Module 14 — Living-off-the-Land & Evasion¶
Type 5 · Detonate & Detect — accomplish download/execute/persist using only native LOLBAS/GTFOBins binaries and pair each with the behavioural telemetry it still leaves (why certutil spawned by Word is anomalous). (Secondary: Misconception Reveal — evasion shifts detection from signature to behaviour, it doesn't make you invisible.) Go to the hands-on lab →
Last reviewed: 2026-06
Offensive Security — the quietest attacks bring no tools — they use what's already there.
In 60 seconds
Modern defenses flag unknown binaries, so the quietest attacks bring no tools — they abuse the
trusted, signed, native binaries already on the box: certutil to download, regsvr32/mshta to
execute, bitsadmin to transfer. An EDR can't simply block certutil.exe — it's Microsoft-signed
and runs benignly a thousand times a day. The insight that keeps this honest: evasion shifts you
from signature detection to behavioural detection — it does not make you invisible. The
behaviour is still anomalous even when the binary is trusted.
Why this matters¶
Modern defenses flag unknown binaries, so real operators "live off the land": abusing trusted, signed, native tools (certutil, regsvr32, bitsadmin) to download, execute, and persist without dropping anything obvious. LOLBin abuse is among the most common techniques in real intrusions precisely because it blends into normal activity — which is exactly why understanding it matters for both red and blue.
Objective¶
Accomplish attacker tasks (download, execute, persist) using only native binaries, and understand the telemetry that still catches them.
The core idea¶
Modern defenses flag unknown binaries, so the quietest attacks bring no tools — they abuse the
trusted, signed, native binaries already on the box: certutil to download, regsvr32/mshta to
execute, bitsadmin to transfer. "Living off the land" is the name, and LOLBin abuse is among the most
common techniques in real intrusions precisely because it hides in the noise of legitimate admin
activity. An EDR that blocks unknown.exe can't simply block certutil.exe — it's signed by Microsoft
and runs a thousand times a day for benign reasons.
The mental model
Evasion shifts you from signature detection to behavioural detection — it does not make you
invisible. You can dodge "is this binary known-bad?", but you can't dodge "why is certutil
downloading an executable from the internet, spawned by Word?" The behaviour is still anomalous
even when the binary is trusted. That is the entire reason the defensive track invests in process
ancestry and behavioural detection — they are the answer to living-off-the-land.
The gotcha
"Fileless" and "LOLBin" do not mean "undetectable." Defeating signature detection just hands the problem to behavioural detection, which catches the anomalous parent-child chain regardless of how trusted the binary is. Evasion that isn't is just extra noise that gets you caught.
AI caveat
A model suggests LOLBin one-liners instantly, but will just as happily hand you one that's heavily signatured or doesn't exist on the target. Verify each against LOLBAS/GTFOBins and the box's actual binaries. (This module is dual-use — the goal is to understand the technique so you can detect it; keep it in your own lab.)
Learn (~4 hrs)¶
The technique - Living Off The Land Attacks Explained — LOLBins (video) — why and how attackers abuse native tooling. - LOLBAS Project (Windows) and GTFOBins (Unix) — the canonical catalogs; you'll search these constantly.

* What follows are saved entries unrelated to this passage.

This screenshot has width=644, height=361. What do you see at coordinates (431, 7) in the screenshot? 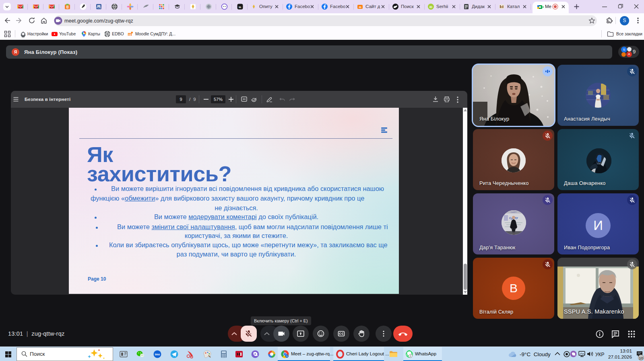
I see `svg-text: iD` at bounding box center [431, 7].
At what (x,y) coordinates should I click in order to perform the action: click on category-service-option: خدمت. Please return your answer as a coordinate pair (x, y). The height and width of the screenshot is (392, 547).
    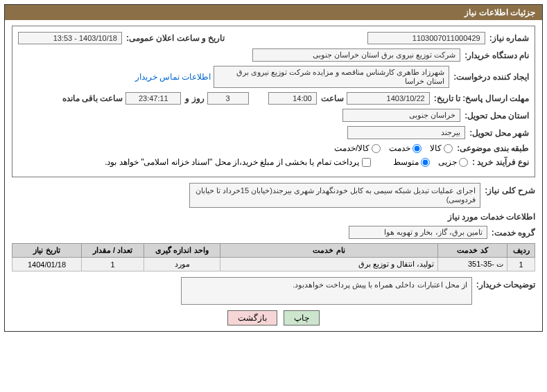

Where it sits - MITRE ATT&CK — Defense Evasion (TA0005) — the tactic, and how detections catch LOLBin abuse anyway.
Key concepts¶
- Why "fileless" / LOLBin techniques evade signature defenses
- Common LOLBins: download cradles, execution, persistence
- Application allow-listing bypasses
- Basic AV/EDR evasion concepts — and their limits
- Why behaviour-based detection still catches you
AI acceleration¶
A model suggests LOLBin one-liners instantly — and just as easily suggests one that's heavily signatured or that doesn't exist on the target. Verify each against LOLBAS/GTFOBins and the target's actual binaries; evasion that isn't is just noise. (This module is dual-use — the goal is to understand the technique so you can detect it; keep it in your own lab.)
Check yourself
- Why can't an EDR just block
certutil.exethe way it blocks an unknown binary? - What does evasion actually shift — and why does that mean "fileless" isn't "undetectable"?
- Give an example of a LOLBin chain whose individual binaries are trusted but whose behaviour is anomalous.